The front door to The Doll House consisted of a heavy, wrought iron gate over a glass storm door. The porch light, as dim as it was, front-lit the door so that Stephen couldn’t see through the glass. It wasn’t until the thing swung slowly open that he realized someone was standing there. 

“Hello,” a man said, his voice soft.   

  A decade of conditioning froze Stephen in place. Movement brought danger, stoked rage, intensified violence. The still rabbit survived while the panicked one drew down the fox. 

An old man stepped out of the doorway and into the light. His stout cane thumped on the deck boards. He worked his jaw in a circular motion, as if chewing a piece of gristle. “I said, ‘Hello.’ I guess little boys don’t learn manners anymore. Are you selling magazines or here to leave dog poop on my doormat?”
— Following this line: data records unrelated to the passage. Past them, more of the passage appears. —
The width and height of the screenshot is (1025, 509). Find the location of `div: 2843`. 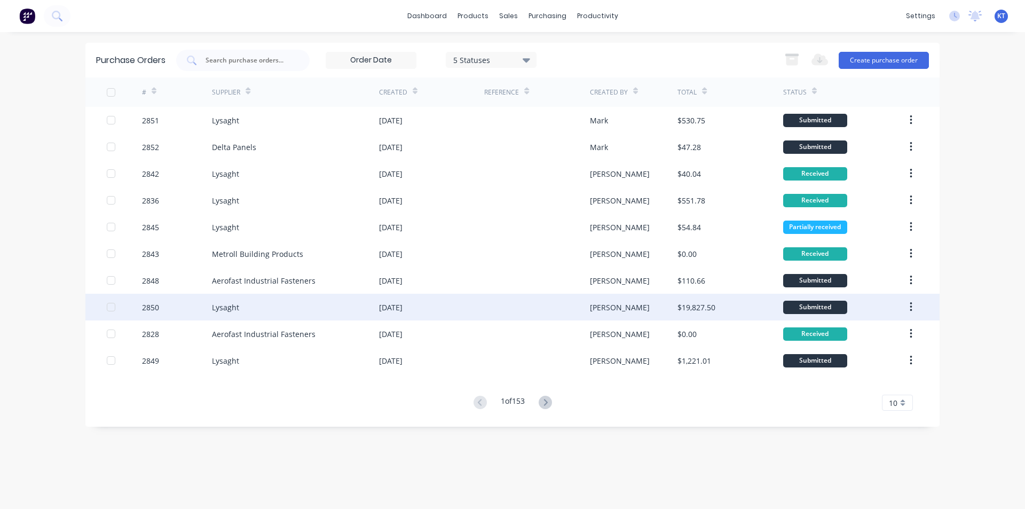

div: 2843 is located at coordinates (150, 253).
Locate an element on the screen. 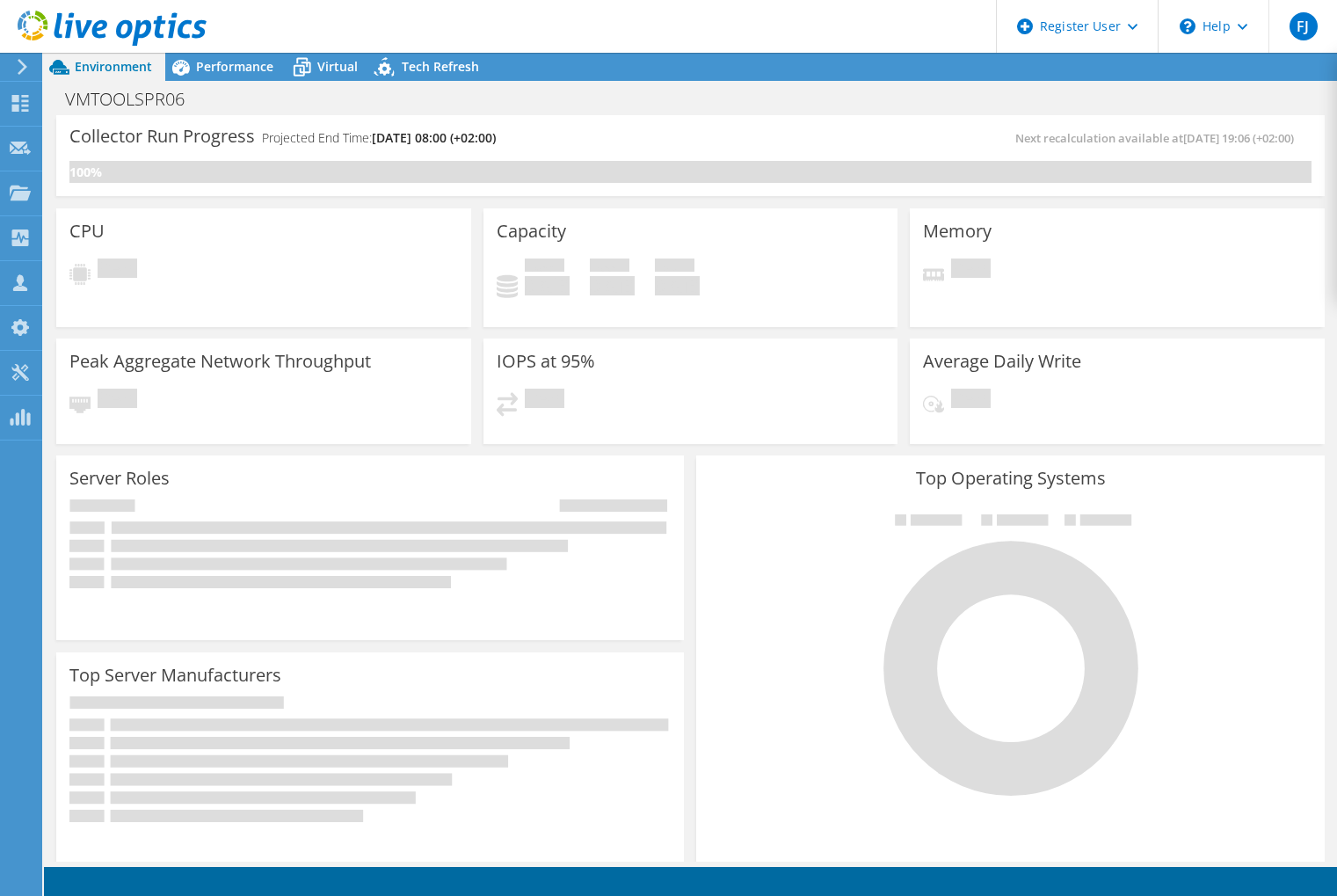 This screenshot has width=1337, height=896. span: Next recalculation available at is located at coordinates (1159, 138).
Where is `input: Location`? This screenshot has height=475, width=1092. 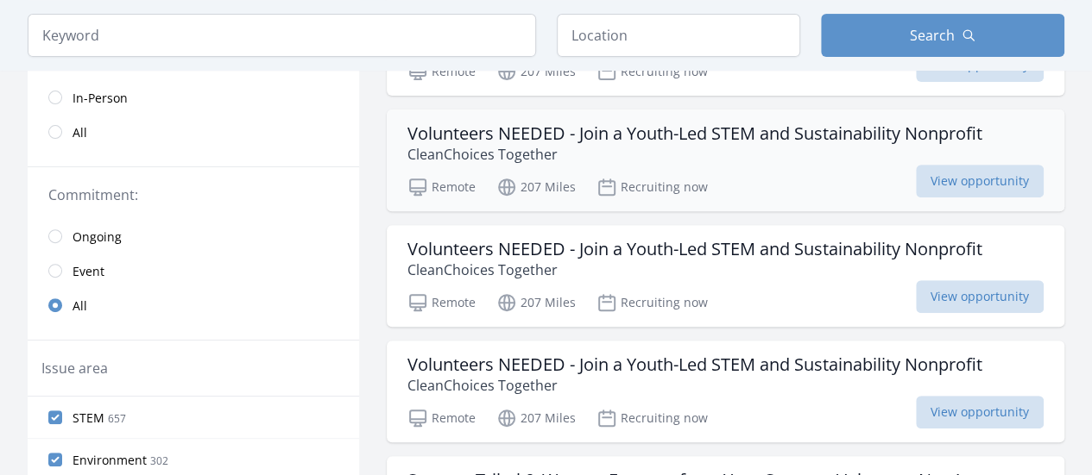 input: Location is located at coordinates (678, 35).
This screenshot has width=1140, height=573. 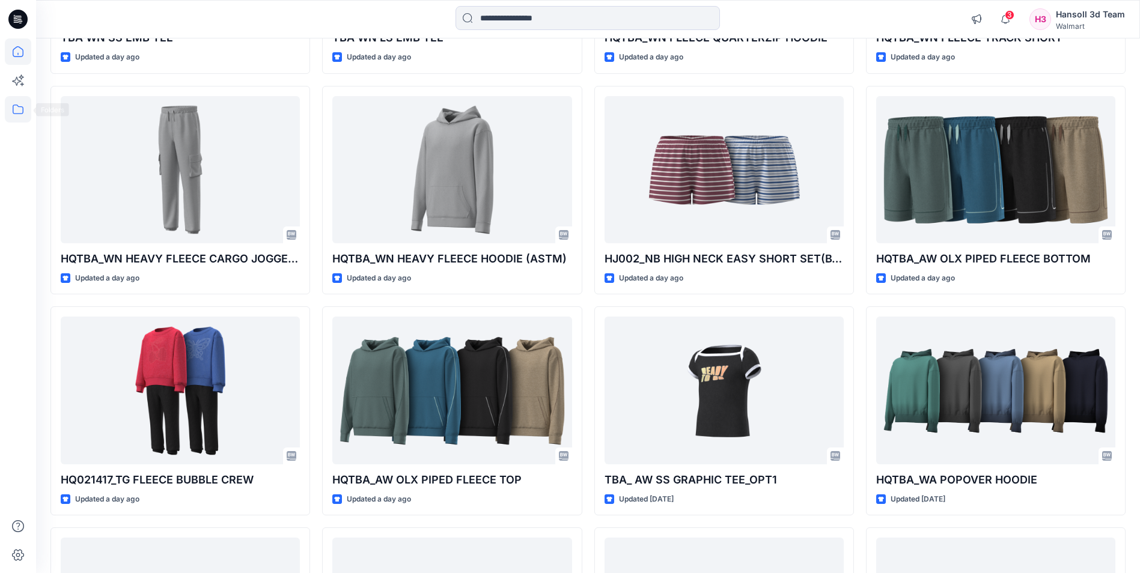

In a voice as small as possible, Stephen said, “Uhm, neither, sir.”

Still chewing, the old man nodded. “That’s good. Can’t say I care for either. You know, I don’t see many kids willing to come all the way up to the door like this. Most times, they hide in the bushes like your little friends over there.”

The old man sidled towards Stephen. He planted his cane out in front, then balanced all of his weight on one arm and dragged the rest of his body forward. The unusual locomotion gave the man the asymmetrical build of a fiddler crab. 

“My name’s Arthur Lowe. What’s yours, son?”

“Stephen, sir. Stephen Graham.”

The old man spat, and something bounced down the porch steps. “Okay, Stephen. How about you tell me what you’re doing on my porch?”

“I am… I’m…,” Stephen sputtered before finally resigning himself to the truth. “I need to borrow that rope.”

The old man followed the line of Stephen’s pointing hand to the rope that dangled from the corner of the porch. “Oh,” he said wearily. “Some sort of scavenger hunt?”

“Yes, sir. Something like that.”

With his free hand, the old man rubbed at the coarse stubble on his chin, considering. “Go on then,” he said. “Take it. I don’t have any use for it anymore.”

Stephen edged sideways, unwilling to turn his back to the old man. He reached the edge of the porch and slowly turned to look up to the rope, the same rope that in years past had closed on the throat of the old man’s daughter, stealing her life away. 

As Stephen’s eyes adjusted to the light, he saw that the rope wasn’t a cord at all. The brittle cotton had been woven into an intricate, almost decorative pattern. Stephen reached up with a trembling hand and lifted the rope from the hook it hung upon. It felt rough and slightly damp, but surprisingly mundane. It was just old cotton.

“I used to keep a nice spider plant hanging there,” the old man said, “but we had a hurricane way back when and I forgot to bring it in. Got a bad knee, but that’s no excuse. The pot broke and I swept it up, but I never got around to taking that macramé thing down. It’s yours now. You’re actually doing me a favor, Stephen Graham.”

“Thank you.”

The old man tapped the deck with his cane and turned away. “Don’t mention it. Now you get on home. It’s got to be near your bedtime.”

Stephen walked down the steps, now heedless of the noise it made. Acting on impulse, he turned, but Mr. Lowe was already back inside. A second later, the old man appeared in the big bay window, lifted his hand in a wave or a possibly a benediction, and hobbled deeper into his creepy old home.  

Stephen took a moment, tilting his head to look up into the dining room from the new angle. What had appeared to be a morbid doll collection hanging from the ceiling was actually just a unique chandelier ringed with unusual ceramic baubles. Stephen hefted the old plant hanger in his hand. The soreness in his cheeks told him he was smiling again. 

Corbin and Vishan weren’t behind the bush anymore. Stephen found them already mounted on their bikes, poised for flight. 

“Wh…what happened?” Corbin asked, unable to hide the breathlessness in his voice.

Stephen offered him the rope, but the blond boy recoiled as if it were a live snake. Shrugging, he handed it to Vishan, who dipped his chin in an almost imperceptible show of respect.

Stephen picked up his bike and, with a smile on his face, asked “What do you guys want to do next?”